The British pharmaceutical company GlaxoSmithKline announced this Monday the results of several medical tests oriented to prove the efficiency of their new two-drug HIV treatment.
GSK owns a second company that is especially in charge of the development of treatments related to HIV and AIDS. This company is called ViiV Healthcare and has other firms like Pfizer Inc and Shionogi Limited as shareholders. In the official press release, ViiV states how the new two-drug treatment passed both Phase III studies regarding safety and efficacy of the therapy successfully.
The new approach that GSK is giving to HIV therapy is related to the use of two components in the suggested treatment, instead of three or four like is commonly used with the medical cocktails. The drug that was tested was a combination of GSK’s Dolutegravir and Johnson & Johnson’s Rilpivirine. According to the results, this new two-drug method function as well as the traditional 3 or 4 drug cocktails.
On this issue, the ViiV CEO Dominique Limet talked about how the results of the Phase III studies were a great accomplishment for the company regarding future expectations on how to treat HIV. He even talked about further projects concerning a future one-drug therapy.
“The results support our strategy of investigating two-drug regimens as innovative treatment options for people living with HIV and we are planning regulatory submissions for this two-drug regimen as a single tablet in 2017,” Limet said in a press conference this Monday when releasing the study results.
Will this change the HIV treatment market?
The primary competitor of GSK in the HIV drug market and also the current leader in that issue is the Gilead Sciences company. They, unlike what GSK is doing, want to reinforce the three-drug treatment regimens and are developing new tests in order to accomplish that goal.

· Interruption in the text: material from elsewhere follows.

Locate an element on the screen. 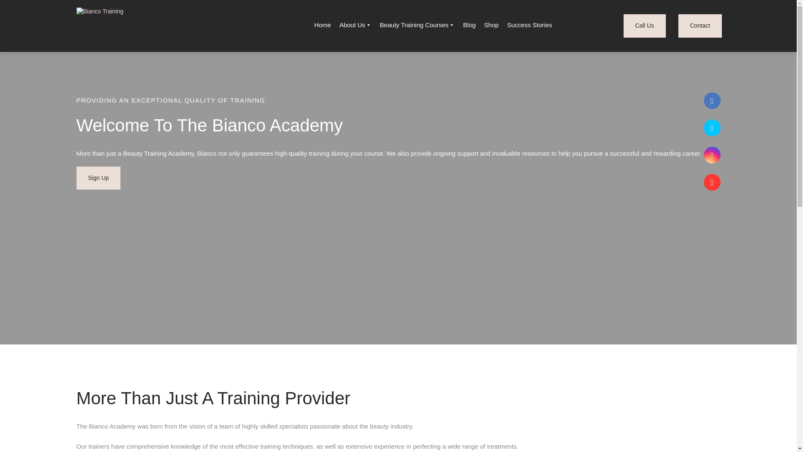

However, one of the most common critics that pharmaceutical companies receive is the severity that often secondary effects have in the human body. On this matter, three-drug regimens are more likely to affect the human body than two-drug therapies negatively. Also, on the economic topic, is an advantage for GSK to present a more accessible way to treat the virus that produces AIDS.
Some analysts, however, don’t think that this new attempt from GSK is going to translate in a market revolution or something like that. An expert from Jefferies Group, Brian Abrahams, said that he sees little incentive on people to change from a three-drug Gilead regime to a two-drug therapy from GSK. He even warned how Big Biotech had developed three-drug treatments that have as unique feature the diminishment of secondary effects on the body in the long-term.
The companies will have to wait and see how the market behaves as GSK develops their new revolutionary therapies, that from know are approved by Phase III studies.